MRI brain can reliably differentiate the two conditions. Lesions in WE associated with alcoholism are bilaterally symmetrical and often involve mamillary bodies, thalamus, tectal plate and peri-aqueductal grey.[5] Swelling and T2 hyperintensity of splenium of corpus callosum and extracallosal regions with restriction on DWI in this case supported the diagnosis of MBD.[5] MBD lesion may extend into genu and adjacent white matter of corpus callosum. MBD is often misdiagnosed as WE, and this might be one reason why involvement of the corpus callosum has been reported in atypical cases of WE. It may also be possible that WE and MBD are etiologically same and lie in a spectrum with involvement of different brain areas giving rise to different clinical features.

Our patient might have developed MBD due to alcohol related neurotoxicity or due to a thiamine deficient state caused by alcohol or severe vomiting. An interesting alternative hypothesis in this case is that the resultant pro-inflammatory state created by the acute pancreatitis might have resulted in the MBD by means of a yet unknown cascade of immunogenic mechanism.
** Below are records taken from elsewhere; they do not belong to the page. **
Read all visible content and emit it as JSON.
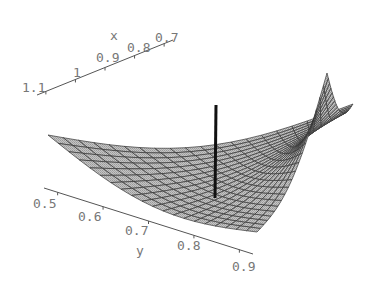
{
  "chart_data": {
    "type": "surface3d",
    "title": "",
    "xlabel": "x",
    "ylabel": "y",
    "zlabel": "",
    "x_ticks": [
      "1.1",
      "1",
      "0.9",
      "0.8",
      "0.7"
    ],
    "y_ticks": [
      "0.5",
      "0.6",
      "0.7",
      "0.8",
      "0.9"
    ],
    "x_range": [
      0.7,
      1.1
    ],
    "y_range": [
      0.5,
      0.9
    ],
    "surface": {
      "shape": "saddle-like bowl, edges curving upward",
      "grid_lines": 20,
      "fill_color": "#b8b8b8",
      "mesh_color": "#333333"
    },
    "marker_line": {
      "description": "vertical black line through surface",
      "color": "#111111"
    },
    "grid": false,
    "legend": null
  },
  "axes": {
    "x": {
      "label": "x",
      "ticks": [
        {
          "label": "1.1",
          "x": 22,
          "y": 92
        },
        {
          "label": "1",
          "x": 73,
          "y": 77
        },
        {
          "label": "0.9",
          "x": 96,
          "y": 62
        },
        {
          "label": "0.8",
          "x": 127,
          "y": 52
        },
        {
          "label": "0.7",
          "x": 155,
          "y": 42
        }
      ],
      "label_pos": {
        "x": 110,
        "y": 40
      }
    },
    "y": {
      "label": "y",
      "ticks": [
        {
          "label": "0.5",
          "x": 33,
          "y": 208
        },
        {
          "label": "0.6",
          "x": 78,
          "y": 221
        },
        {
          "label": "0.7",
          "x": 125,
          "y": 235
        },
        {
          "label": "0.8",
          "x": 177,
          "y": 250
        },
        {
          "label": "0.9",
          "x": 232,
          "y": 271
        }
      ],
      "label_pos": {
        "x": 136,
        "y": 255
      }
    }
  }
}
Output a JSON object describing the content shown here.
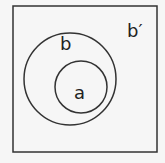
{
  "diagram": {
    "type": "venn",
    "universe_label": "b′",
    "outer_set_label": "b",
    "inner_set_label": "a",
    "relationship": "a is a subset of b; b' is the complement of b"
  },
  "colors": {
    "stroke": "#222222",
    "background": "#f6f6f6"
  }
}
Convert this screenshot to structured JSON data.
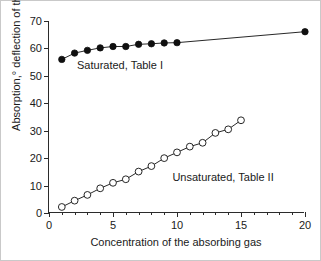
{
  "chart_data": {
    "type": "scatter",
    "title": "",
    "xlabel": "Concentration of the absorbing gas",
    "ylabel": "Absorption,° deflection of the sensor",
    "xlim": [
      0,
      20
    ],
    "ylim": [
      0,
      70
    ],
    "xticks": [
      0,
      5,
      10,
      15,
      20
    ],
    "xticklabels": [
      "0",
      "5",
      "10",
      "15",
      "20"
    ],
    "xminorticks": [
      1,
      2,
      3,
      4,
      6,
      7,
      8,
      9,
      11,
      12,
      13,
      14,
      16,
      17,
      18,
      19
    ],
    "yticks": [
      0,
      10,
      20,
      30,
      40,
      50,
      60,
      70
    ],
    "yticklabels": [
      "0",
      "10",
      "20",
      "30",
      "40",
      "50",
      "60",
      "70"
    ],
    "grid": false,
    "legend_position": "inline-annotation",
    "series": [
      {
        "name": "Saturated, Table I",
        "marker": "filled-circle",
        "color": "#101010",
        "line": true,
        "x": [
          1,
          2,
          3,
          4,
          5,
          6,
          7,
          8,
          9,
          10,
          20
        ],
        "y": [
          56.0,
          58.3,
          59.3,
          60.2,
          60.7,
          60.7,
          61.5,
          61.7,
          62.0,
          62.1,
          66.1
        ]
      },
      {
        "name": "Unsaturated, Table II",
        "marker": "open-circle",
        "color": "#101010",
        "line": true,
        "x": [
          1,
          2,
          3,
          4,
          5,
          6,
          7,
          8,
          9,
          10,
          11,
          12,
          13,
          14,
          15
        ],
        "y": [
          2.2,
          4.5,
          6.6,
          9.0,
          11.0,
          12.3,
          15.1,
          17.1,
          20.0,
          22.1,
          24.2,
          25.6,
          29.2,
          30.5,
          33.8
        ]
      }
    ],
    "annotations": [
      {
        "text": "Saturated, Table I",
        "x": 5.55,
        "y": 54.0
      },
      {
        "text": "Unsaturated, Table II",
        "x": 13.6,
        "y": 13.2
      }
    ]
  }
}
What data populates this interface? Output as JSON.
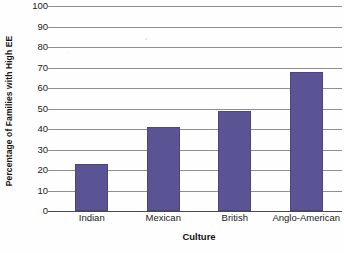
{
  "chart_data": {
    "type": "bar",
    "title": "",
    "xlabel": "Culture",
    "ylabel": "Percentage of Families with High EE",
    "categories": [
      "Indian",
      "Mexican",
      "British",
      "Anglo-American"
    ],
    "values": [
      23,
      41,
      49,
      68
    ],
    "series": [
      {
        "name": "Percentage of Families with High EE",
        "values": [
          23,
          41,
          49,
          68
        ]
      }
    ],
    "ylim": [
      0,
      100
    ],
    "yticks": [
      0,
      10,
      20,
      30,
      40,
      50,
      60,
      70,
      80,
      90,
      100
    ],
    "ytick_labels": [
      "0",
      "10",
      "20",
      "30",
      "40",
      "50",
      "60",
      "70",
      "80",
      "90",
      "100"
    ],
    "grid": true,
    "grid_axis": "y",
    "legend": false,
    "legend_position": "none",
    "bar_color": "#5a5494",
    "grid_color": "#8f8f8f",
    "axis_color": "#4a4a4a",
    "background_color": "#fefefe"
  },
  "axes": {
    "y_title": "Percentage of Families with High EE",
    "x_title": "Culture"
  }
}
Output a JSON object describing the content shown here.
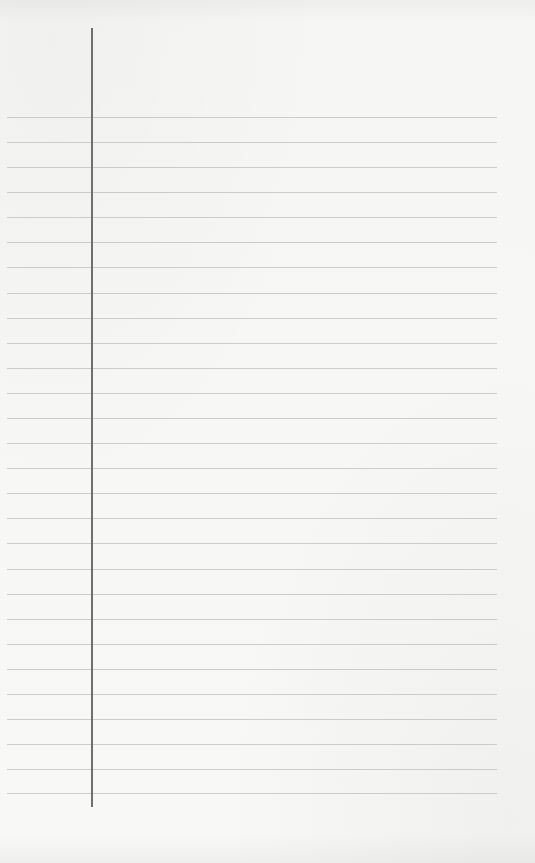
{
  "page": {
    "type": "ruled-notebook-sheet",
    "background_color": "#f7f7f6",
    "rule_color": "#c4c4c4",
    "margin_color": "#6f6f6f",
    "content": ""
  },
  "margin_line": {
    "x": 91,
    "y_start": 28,
    "y_end": 807
  },
  "rules": {
    "x_start": 7,
    "x_end": 497,
    "y_positions": [
      117,
      142,
      167,
      192,
      217,
      242,
      267,
      293,
      318,
      343,
      368,
      393,
      418,
      443,
      468,
      493,
      518,
      543,
      569,
      594,
      619,
      644,
      669,
      694,
      719,
      744,
      769,
      793
    ]
  }
}
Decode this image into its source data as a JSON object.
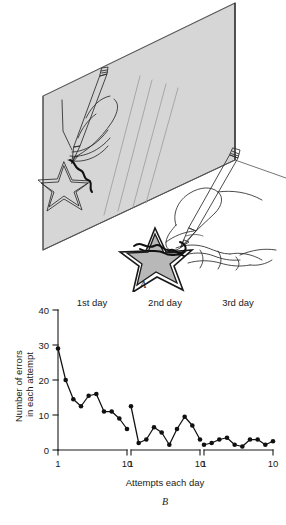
{
  "figure": {
    "panel_a": {
      "label": "A",
      "scene_name": "mirror-drawing-star-tracing-task",
      "elements": {
        "mirror_name": "mirror-panel",
        "mirror_fill": "#d6d6d6",
        "mirror_edge": "#4a4a4a",
        "reflected_star_name": "reflected-star-outline",
        "reflected_pencil_name": "reflected-pencil",
        "reflected_hand_name": "reflected-hand",
        "table_star_name": "table-star-shape",
        "table_star_fill": "#b8b8b8",
        "pencil_name": "pencil",
        "hand_name": "hand-holding-pencil",
        "trace_error_name": "traced-error-scribble"
      }
    },
    "panel_b": {
      "label": "B",
      "ylabel_line1": "Number of errors",
      "ylabel_line2": "in each attempt",
      "xlabel": "Attempts each day",
      "y_ticks": [
        "0",
        "10",
        "20",
        "30",
        "40"
      ],
      "x_ticks": [
        "1",
        "10"
      ],
      "day_labels": [
        "1st day",
        "2nd day",
        "3rd day"
      ]
    }
  },
  "chart_data": {
    "type": "line",
    "title": "",
    "subtitle": "",
    "xlabel": "Attempts each day",
    "ylabel": "Number of errors in each attempt",
    "ylim": [
      0,
      40
    ],
    "xlim": [
      1,
      10
    ],
    "y_ticks": [
      0,
      10,
      20,
      30,
      40
    ],
    "x_ticks": [
      1,
      10
    ],
    "grid": false,
    "legend": "none",
    "annotations": [
      "1st day",
      "2nd day",
      "3rd day"
    ],
    "x": [
      1,
      2,
      3,
      4,
      5,
      6,
      7,
      8,
      9,
      10
    ],
    "series": [
      {
        "name": "1st day",
        "values": [
          29,
          20,
          14.5,
          12.5,
          15.5,
          16,
          11,
          11,
          9,
          6
        ]
      },
      {
        "name": "2nd day",
        "values": [
          12.5,
          2,
          3,
          6.5,
          5,
          1.5,
          6,
          9.5,
          7,
          3
        ]
      },
      {
        "name": "3rd day",
        "values": [
          1.5,
          2,
          3,
          3.5,
          1.5,
          1,
          3,
          3,
          1.5,
          2.5
        ]
      }
    ]
  }
}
The diagnosis and prevalence of MBD may increase with increasing use of routine neuroimaging all over the world. MBD should be kept as a differential diagnosis in all cases of WE and in those with chronic alcoholism and/or inflammatory conditions presenting with altered sensorium and cognitive impairment.

References
  1. Hoshino Y, Ueno Y, Shimura H, Miyamoto N, Watanabe M, HattoriN et al. Marchiafava-Bignami disease mimics motor neuron disease: case report. BMC Neurology. 2013;13:208.
  2. Celik Y, Temizoz O, Genchellac H, Cakir B, Asil T. A non-alcoholic patient with acute Marchiafava-Bignami disease associated with gynecologic malignancy: paraneoplastic Marchiafava-Bignami disease? Clin Neurol Neurosurg. 2007;109:505–8.
  3. Furukawa K, Maeshima E, Maeshima S, Ichinose M. Multiple symptoms of higher brain dysfunction caused by Marchiafava- Bignami disease in a patient with dermatomyositis. Rheumatol Int. 2011;31:109–12.
  4. Zhang XP, Tian H. Pathogenesis of pancreatic encephalopathy in severe acute pancreatitis. Hepatobiliary Pancreat Dis Int. 2007;6:134–40.
  5. Bano S, Mehra S, Yadav SN, Chaudhary V. Marchiafava-Bignami disease: Role of neuroimaging in the diagnosis and management of acute disease. Neurol India. 2009;57:649–52.